- **Input for this task**:
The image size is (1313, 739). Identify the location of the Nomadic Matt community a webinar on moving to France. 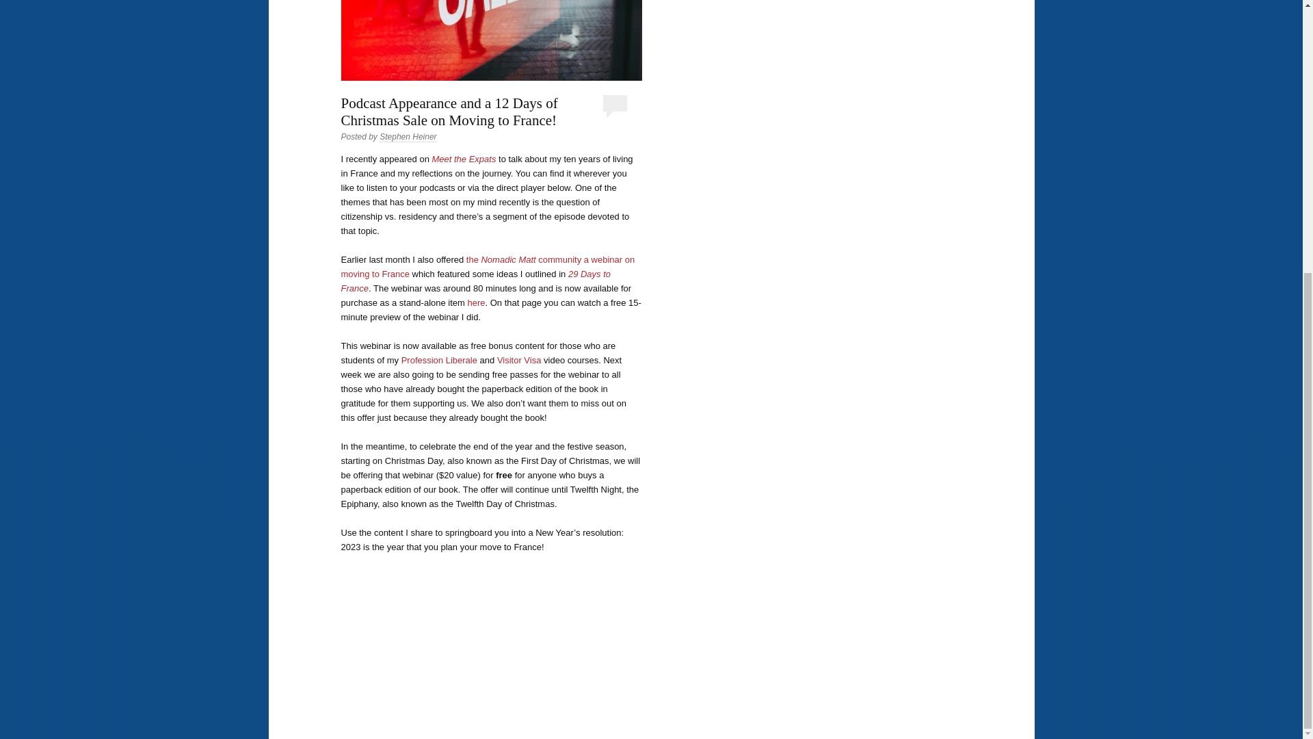
(487, 267).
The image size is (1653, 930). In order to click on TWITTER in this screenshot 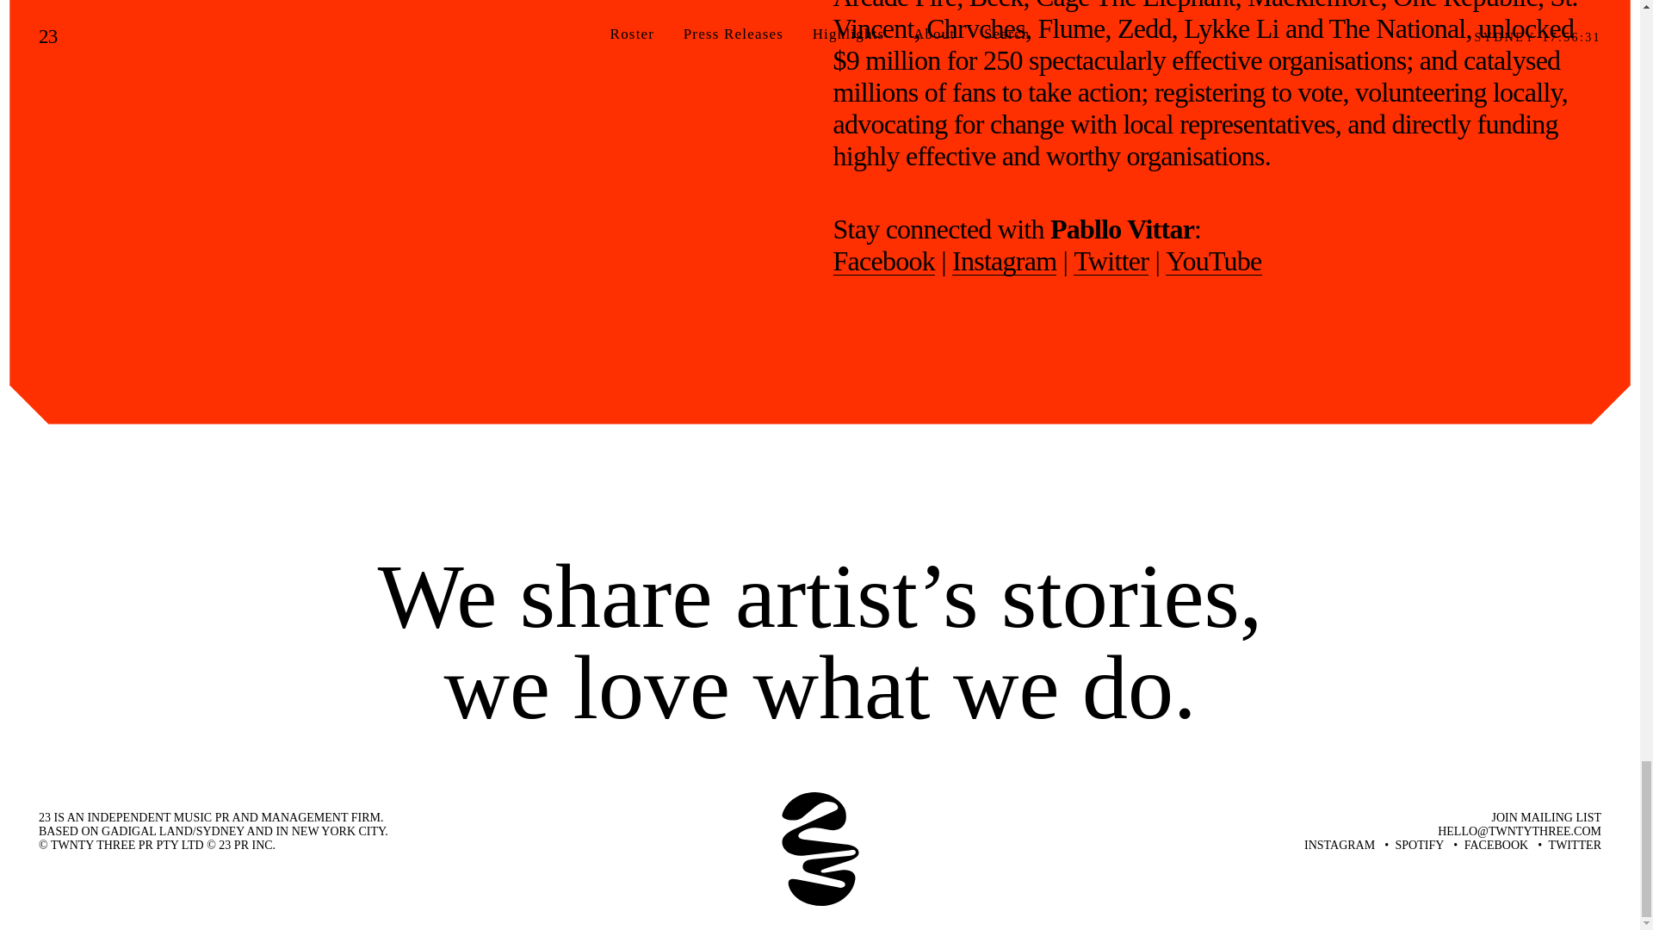, I will do `click(1575, 845)`.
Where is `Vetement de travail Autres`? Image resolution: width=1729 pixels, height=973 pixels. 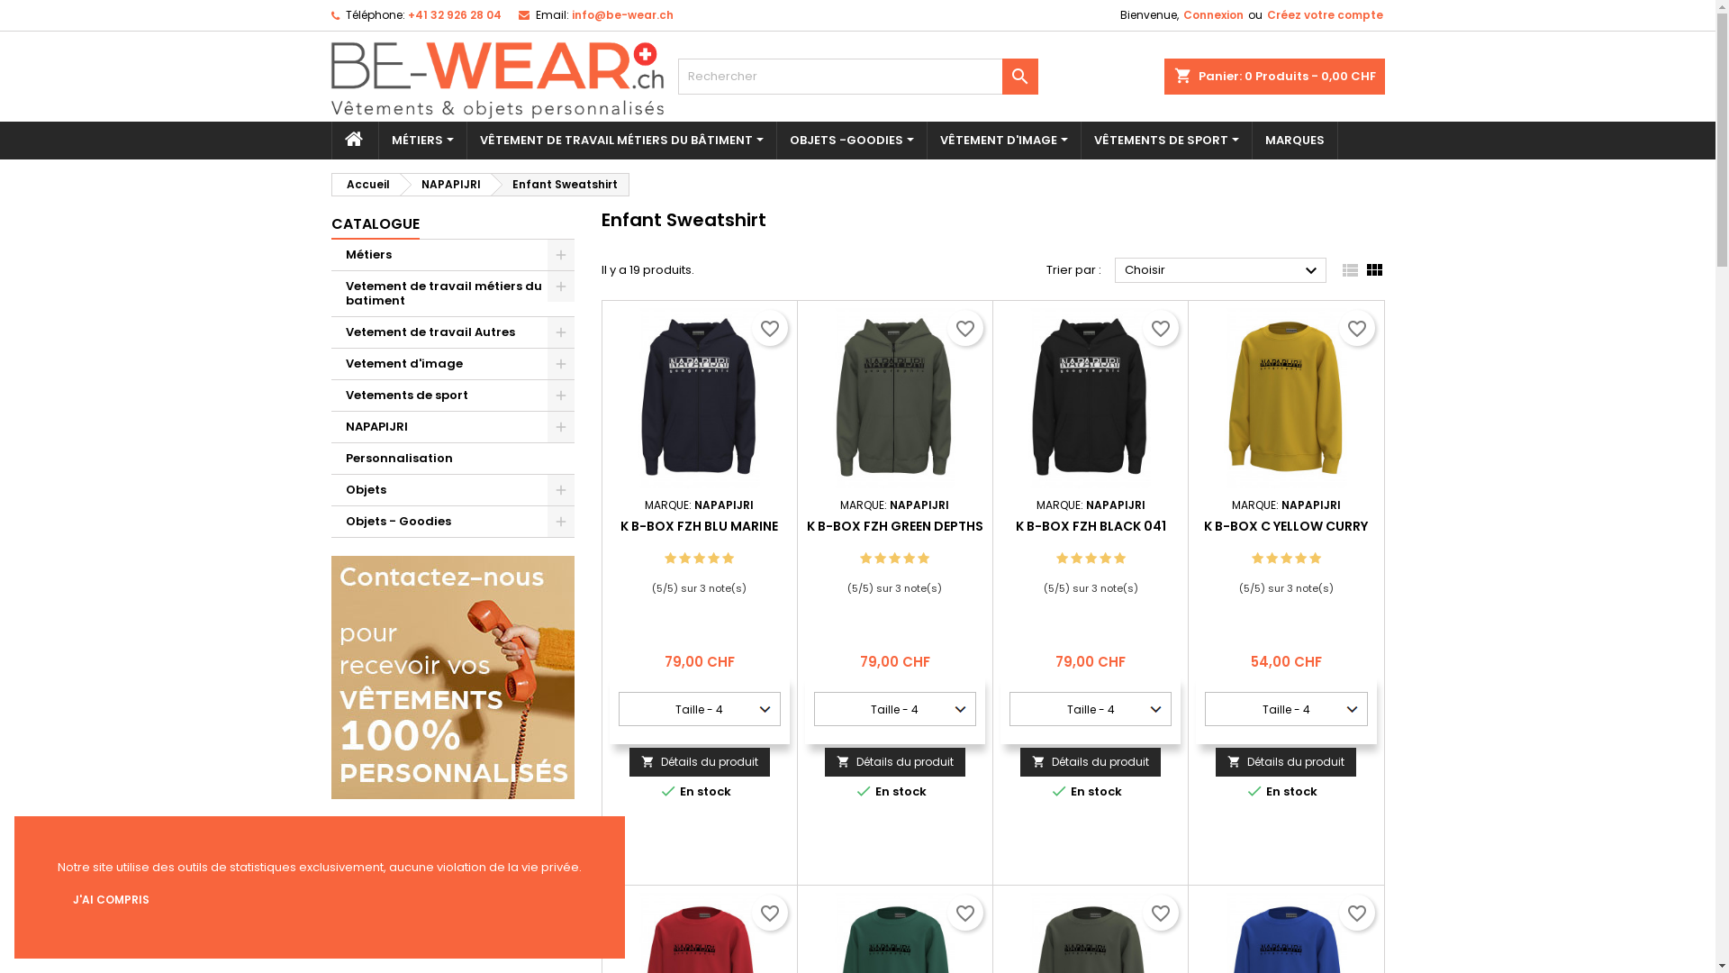 Vetement de travail Autres is located at coordinates (453, 333).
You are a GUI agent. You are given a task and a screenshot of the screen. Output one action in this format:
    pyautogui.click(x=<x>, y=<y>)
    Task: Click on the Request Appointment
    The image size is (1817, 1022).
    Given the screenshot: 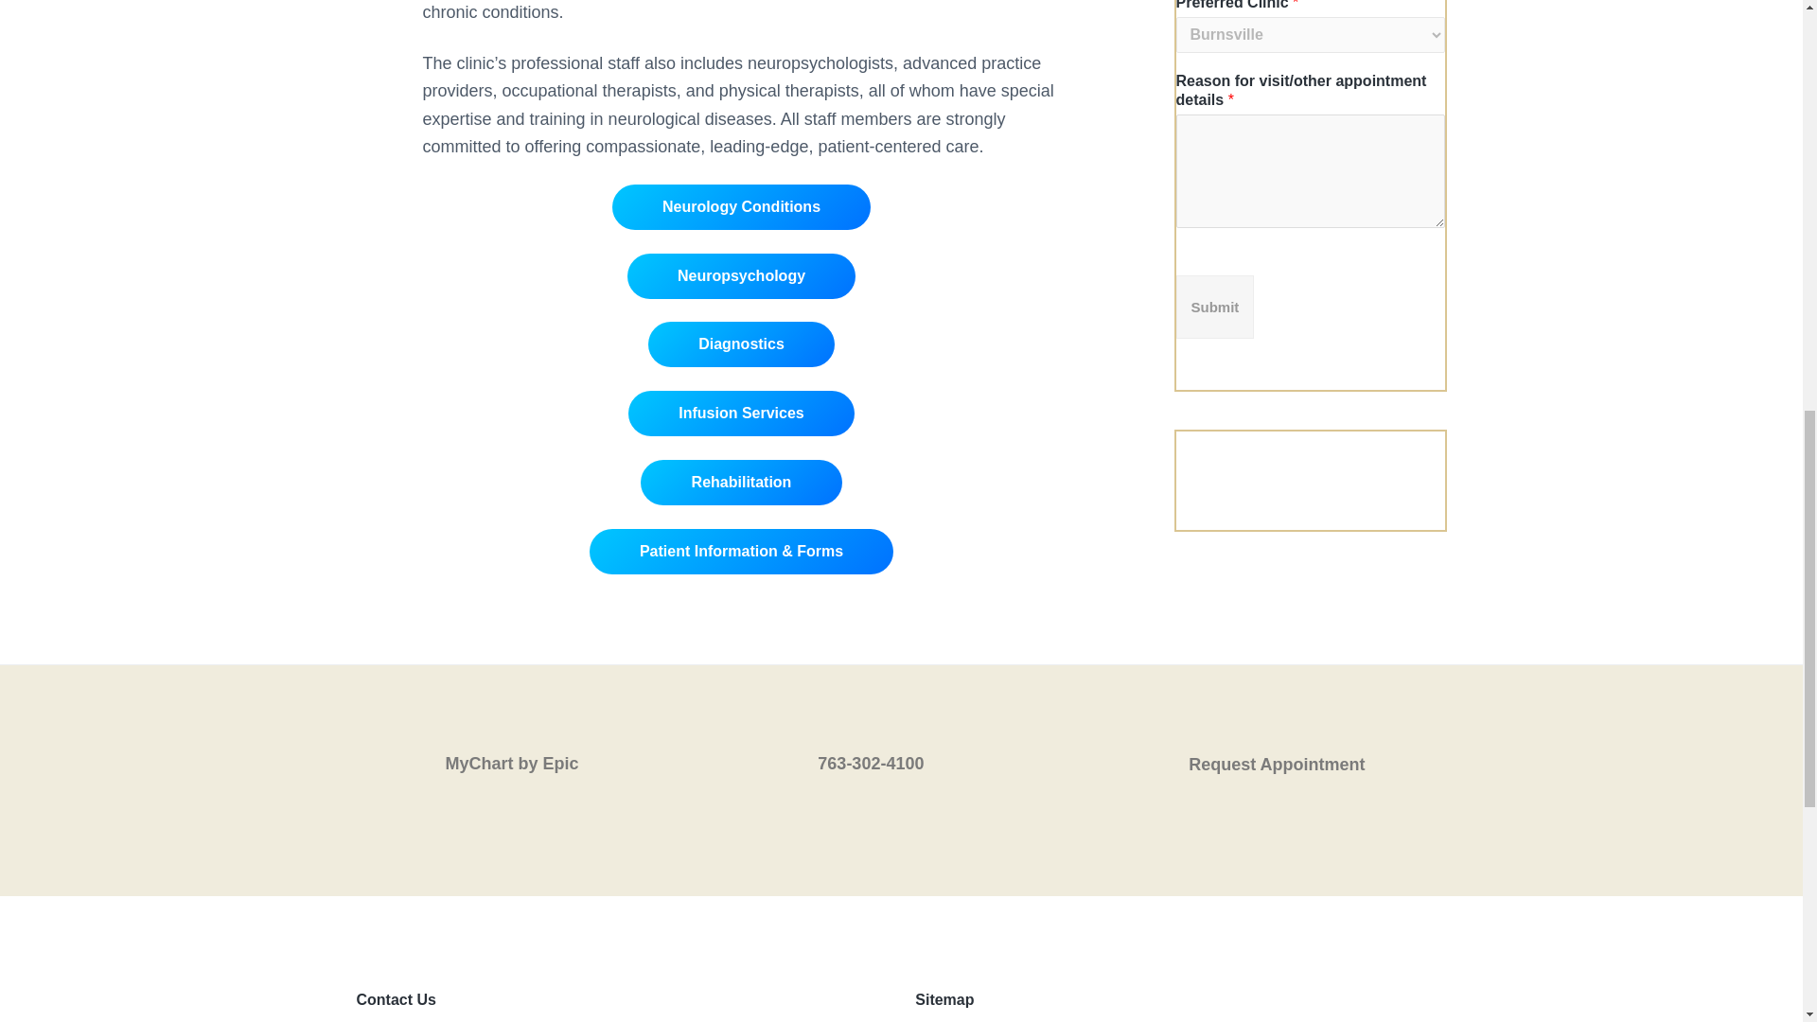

- **Problem statement**:
With pictures left out, print the lines of the material above from the line containing "The image size is (1817, 1022)." through its last line, exactly and nothing more.

- **Answer space**:
    The image size is (1817, 1022).
    Given the screenshot: 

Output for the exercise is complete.